The Building

Oopen

Utrecht is dotted with special buildings, which you bike past regularly but know very little about. And some of these buildings are still in the make, such as Oopen, which will appear in the middle of Jaarbeursplein.

Several round volumes, piled on top of each other, and gradually merging to form one high tower, surrounded by wide terraces. You’d be forgiven for not recognising this building as it isn’t there yet. It will provide space for offices and public facilities on Jaarbeursplein, more or less on the site of the skate track and taxi rank. Heatherwick Studio in England and the Dutch architectural firm Nudus were responsible for the design, and nine ‘ordinary’ Utrecht residents helped to choose the architect and the character of the building.
When considering the character, the main point was that it should be a building for the people, a jolly counterpart for the city hall. Hence the name ‘Oopen’… Having said this, the public character still needs to be seen – architecture and utilisation are more than a name. The architects are doing their best to ensure that the offices, where the real money will be made, don’t determine the atmosphere. There will be cafés and shops in the broad ‘foot’ of Oopen, while the floor above will house a concert hall and a climbing wall. Right at the top, there’ll be a public rooftop terrace á la het Forum in Groningen.

The upper and lower case ‘o’ in ‘Oopen’ literally reflect the shape of the building. The o-shaped discs are bigger and smaller, serrated in different ways, sometimes cut diagonally and unevenly piled up so that some of them jut out. Oopen will become the wild twin sister of the two smooth, erect, evenly matched Rabo towers a little further along. Built in 2011, they were considered massively high at 103 metres. Oopen will be 105 metres, just a tiny bit higher.

The Rabo towers were designed by Kraaijvanger, a respectable architectural firm from Rotterdam. Heatherwick Studio designs, however, are highly imaginative. This is the firm that designed the Dr Seuss-inspired Little Island in New York and an unfolding, diamond-shaped glasshouse for Woolbeding Gardens in Sussex. So expectations are high. All things being equal, Oopen will be completed in 2028.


» **How to complete this task**
Find and return every line of the data that contains the word "will".

[[ The records, beginning ]]

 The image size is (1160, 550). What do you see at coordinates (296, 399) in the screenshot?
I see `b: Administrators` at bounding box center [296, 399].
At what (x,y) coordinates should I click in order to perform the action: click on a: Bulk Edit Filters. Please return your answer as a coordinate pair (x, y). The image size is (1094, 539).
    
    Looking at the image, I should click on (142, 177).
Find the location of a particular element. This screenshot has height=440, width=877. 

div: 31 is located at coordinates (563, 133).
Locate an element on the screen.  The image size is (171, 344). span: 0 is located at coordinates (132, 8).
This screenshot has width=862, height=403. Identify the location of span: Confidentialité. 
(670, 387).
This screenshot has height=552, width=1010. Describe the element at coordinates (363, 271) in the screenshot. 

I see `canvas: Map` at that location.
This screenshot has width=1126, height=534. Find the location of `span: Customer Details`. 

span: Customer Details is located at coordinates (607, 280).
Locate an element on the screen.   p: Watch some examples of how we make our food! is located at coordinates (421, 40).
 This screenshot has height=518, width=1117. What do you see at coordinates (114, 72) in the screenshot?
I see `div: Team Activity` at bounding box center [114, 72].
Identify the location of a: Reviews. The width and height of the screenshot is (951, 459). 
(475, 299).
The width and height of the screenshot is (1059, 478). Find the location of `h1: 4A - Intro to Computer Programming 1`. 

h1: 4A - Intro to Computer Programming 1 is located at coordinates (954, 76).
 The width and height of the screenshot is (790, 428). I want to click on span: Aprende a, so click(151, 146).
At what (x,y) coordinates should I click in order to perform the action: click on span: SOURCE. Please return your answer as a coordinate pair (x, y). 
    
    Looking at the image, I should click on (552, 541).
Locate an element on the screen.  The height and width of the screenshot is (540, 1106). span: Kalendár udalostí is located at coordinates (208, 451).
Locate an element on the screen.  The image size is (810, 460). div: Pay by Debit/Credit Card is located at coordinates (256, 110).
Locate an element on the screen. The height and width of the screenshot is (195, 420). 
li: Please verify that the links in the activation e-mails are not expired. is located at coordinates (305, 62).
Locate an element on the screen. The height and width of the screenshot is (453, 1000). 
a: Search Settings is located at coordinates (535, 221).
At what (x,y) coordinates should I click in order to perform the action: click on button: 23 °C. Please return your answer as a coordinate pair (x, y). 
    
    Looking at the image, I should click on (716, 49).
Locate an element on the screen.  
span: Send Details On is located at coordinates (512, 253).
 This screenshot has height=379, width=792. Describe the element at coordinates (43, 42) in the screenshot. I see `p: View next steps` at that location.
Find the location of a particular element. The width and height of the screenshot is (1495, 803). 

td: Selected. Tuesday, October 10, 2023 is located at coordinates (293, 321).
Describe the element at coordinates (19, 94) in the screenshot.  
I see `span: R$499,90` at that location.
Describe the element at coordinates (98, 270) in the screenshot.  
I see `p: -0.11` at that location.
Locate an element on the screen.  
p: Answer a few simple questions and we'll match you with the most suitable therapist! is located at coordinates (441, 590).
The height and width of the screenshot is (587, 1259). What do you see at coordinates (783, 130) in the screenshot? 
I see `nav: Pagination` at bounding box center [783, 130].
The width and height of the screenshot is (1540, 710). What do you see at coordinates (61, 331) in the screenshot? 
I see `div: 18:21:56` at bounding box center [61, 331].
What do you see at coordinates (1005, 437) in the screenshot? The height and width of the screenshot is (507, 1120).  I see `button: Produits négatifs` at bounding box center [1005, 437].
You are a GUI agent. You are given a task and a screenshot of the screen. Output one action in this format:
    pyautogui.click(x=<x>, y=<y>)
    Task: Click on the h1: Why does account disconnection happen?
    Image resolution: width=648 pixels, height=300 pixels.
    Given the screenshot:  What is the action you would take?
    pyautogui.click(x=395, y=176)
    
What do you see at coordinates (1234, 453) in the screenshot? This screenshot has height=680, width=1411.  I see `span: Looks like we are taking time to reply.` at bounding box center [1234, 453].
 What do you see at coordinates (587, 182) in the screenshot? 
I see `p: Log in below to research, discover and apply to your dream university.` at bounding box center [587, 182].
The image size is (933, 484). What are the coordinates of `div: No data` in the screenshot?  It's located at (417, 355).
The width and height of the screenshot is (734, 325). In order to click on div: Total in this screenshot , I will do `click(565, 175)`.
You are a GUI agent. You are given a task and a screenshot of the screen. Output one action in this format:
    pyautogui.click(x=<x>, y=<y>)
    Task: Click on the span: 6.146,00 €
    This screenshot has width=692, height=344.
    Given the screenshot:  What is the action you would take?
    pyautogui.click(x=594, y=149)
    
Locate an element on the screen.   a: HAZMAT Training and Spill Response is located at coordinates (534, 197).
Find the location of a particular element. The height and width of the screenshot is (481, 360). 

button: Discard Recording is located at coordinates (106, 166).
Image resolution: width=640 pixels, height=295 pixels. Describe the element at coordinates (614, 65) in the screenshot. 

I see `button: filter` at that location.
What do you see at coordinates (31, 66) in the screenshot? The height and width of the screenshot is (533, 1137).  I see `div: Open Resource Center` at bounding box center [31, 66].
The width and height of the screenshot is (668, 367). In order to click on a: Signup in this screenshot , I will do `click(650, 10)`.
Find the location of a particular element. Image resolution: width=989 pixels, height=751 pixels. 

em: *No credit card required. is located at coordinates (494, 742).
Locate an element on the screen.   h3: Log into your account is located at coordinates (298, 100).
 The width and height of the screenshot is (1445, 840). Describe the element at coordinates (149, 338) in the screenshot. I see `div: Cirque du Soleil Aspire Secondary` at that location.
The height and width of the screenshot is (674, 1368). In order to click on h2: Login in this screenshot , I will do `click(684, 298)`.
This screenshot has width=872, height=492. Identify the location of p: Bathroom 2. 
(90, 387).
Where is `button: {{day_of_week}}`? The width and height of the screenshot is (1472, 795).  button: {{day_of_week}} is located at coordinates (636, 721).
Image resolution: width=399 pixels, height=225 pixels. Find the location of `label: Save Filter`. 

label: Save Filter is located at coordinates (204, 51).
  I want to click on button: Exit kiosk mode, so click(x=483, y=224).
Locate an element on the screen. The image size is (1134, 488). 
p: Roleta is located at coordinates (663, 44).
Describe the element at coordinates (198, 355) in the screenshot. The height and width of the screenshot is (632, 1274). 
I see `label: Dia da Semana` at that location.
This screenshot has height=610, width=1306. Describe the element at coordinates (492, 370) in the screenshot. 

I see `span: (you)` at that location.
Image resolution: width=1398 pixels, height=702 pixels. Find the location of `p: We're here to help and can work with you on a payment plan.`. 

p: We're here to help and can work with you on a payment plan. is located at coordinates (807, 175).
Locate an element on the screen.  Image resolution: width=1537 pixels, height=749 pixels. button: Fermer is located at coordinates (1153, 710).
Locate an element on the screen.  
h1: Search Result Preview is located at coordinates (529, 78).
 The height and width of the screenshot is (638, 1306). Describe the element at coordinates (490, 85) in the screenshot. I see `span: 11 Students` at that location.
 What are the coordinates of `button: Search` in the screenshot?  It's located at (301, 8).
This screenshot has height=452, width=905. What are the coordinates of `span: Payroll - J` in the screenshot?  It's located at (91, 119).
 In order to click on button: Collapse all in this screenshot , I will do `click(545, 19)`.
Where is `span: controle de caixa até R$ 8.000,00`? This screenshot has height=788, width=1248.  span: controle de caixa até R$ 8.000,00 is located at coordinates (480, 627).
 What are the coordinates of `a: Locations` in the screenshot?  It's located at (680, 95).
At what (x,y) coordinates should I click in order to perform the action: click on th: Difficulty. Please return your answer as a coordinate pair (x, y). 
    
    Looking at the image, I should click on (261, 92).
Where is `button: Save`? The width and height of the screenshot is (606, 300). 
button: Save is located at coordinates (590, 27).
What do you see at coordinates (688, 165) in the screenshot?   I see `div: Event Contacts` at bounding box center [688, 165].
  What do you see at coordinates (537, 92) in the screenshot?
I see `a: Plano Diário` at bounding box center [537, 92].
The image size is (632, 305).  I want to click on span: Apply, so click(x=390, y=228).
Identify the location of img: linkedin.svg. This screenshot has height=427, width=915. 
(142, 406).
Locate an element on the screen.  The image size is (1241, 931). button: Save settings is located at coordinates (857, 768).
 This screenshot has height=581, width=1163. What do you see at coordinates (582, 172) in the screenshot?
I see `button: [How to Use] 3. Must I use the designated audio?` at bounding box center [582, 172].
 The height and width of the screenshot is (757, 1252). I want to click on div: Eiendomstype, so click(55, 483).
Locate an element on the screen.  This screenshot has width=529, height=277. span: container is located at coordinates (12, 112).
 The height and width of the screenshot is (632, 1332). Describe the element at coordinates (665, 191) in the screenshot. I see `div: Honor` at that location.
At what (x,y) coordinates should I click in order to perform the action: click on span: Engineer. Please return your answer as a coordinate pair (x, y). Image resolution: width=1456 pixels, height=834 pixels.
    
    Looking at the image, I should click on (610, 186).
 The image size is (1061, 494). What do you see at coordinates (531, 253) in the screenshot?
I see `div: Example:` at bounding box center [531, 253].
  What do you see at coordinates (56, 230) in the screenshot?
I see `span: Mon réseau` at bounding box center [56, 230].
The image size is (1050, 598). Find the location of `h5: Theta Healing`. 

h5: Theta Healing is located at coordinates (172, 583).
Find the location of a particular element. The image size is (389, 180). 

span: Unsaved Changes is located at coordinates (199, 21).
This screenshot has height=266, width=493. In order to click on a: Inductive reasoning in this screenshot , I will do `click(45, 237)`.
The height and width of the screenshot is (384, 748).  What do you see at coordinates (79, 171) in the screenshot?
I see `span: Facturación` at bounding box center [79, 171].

[[ The records, end ]]

» **Answer to this problem**
The width and height of the screenshot is (734, 325). In order to click on div: Total in this screenshot , I will do `click(565, 175)`.
The width and height of the screenshot is (668, 367). In order to click on a: Signup in this screenshot , I will do `click(650, 10)`.
The height and width of the screenshot is (674, 1368). In order to click on h2: Login in this screenshot , I will do `click(684, 298)`.
 In order to click on button: Collapse all in this screenshot , I will do `click(545, 19)`.
This screenshot has height=266, width=493. In order to click on a: Inductive reasoning in this screenshot , I will do `click(45, 237)`.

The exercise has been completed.